• **What to do**:
The listing below holds a line with "You are a GUI" and a line with "The width and". Reproduce those two lines exactly, plus everything between them.

(Data records begins)

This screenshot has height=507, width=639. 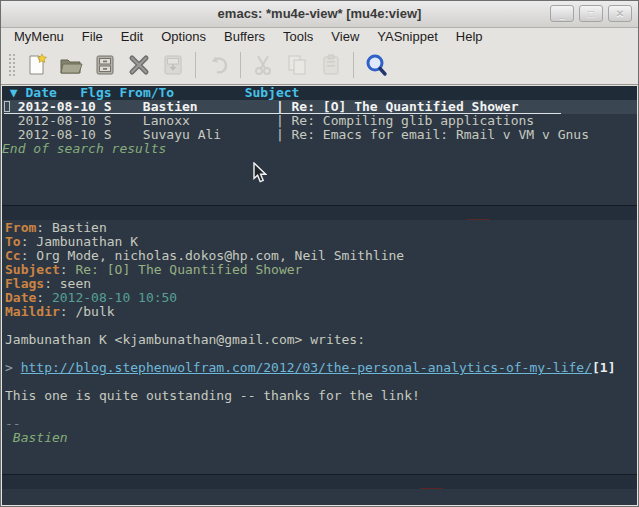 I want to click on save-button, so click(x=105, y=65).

(Data records ends)
(Data records begins)

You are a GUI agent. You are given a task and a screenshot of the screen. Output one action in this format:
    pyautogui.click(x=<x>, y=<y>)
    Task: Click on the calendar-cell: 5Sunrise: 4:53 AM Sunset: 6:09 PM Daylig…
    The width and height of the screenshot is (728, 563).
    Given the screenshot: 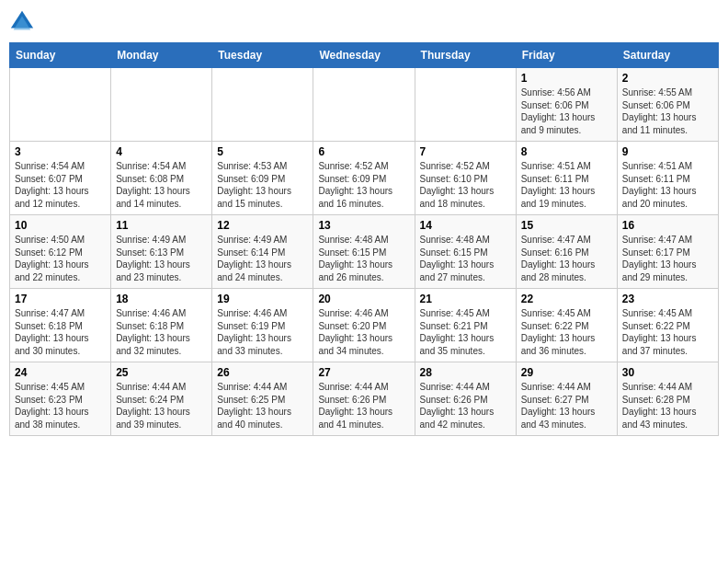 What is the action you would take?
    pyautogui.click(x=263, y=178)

(Data records ends)

• **Response to the exercise**:
You are a GUI agent. You are given a task and a screenshot of the screen. Output one action in this format:
    pyautogui.click(x=<x>, y=<y>)
    Task: Click on the calendar-cell: 5Sunrise: 4:53 AM Sunset: 6:09 PM Daylig…
    The width and height of the screenshot is (728, 563).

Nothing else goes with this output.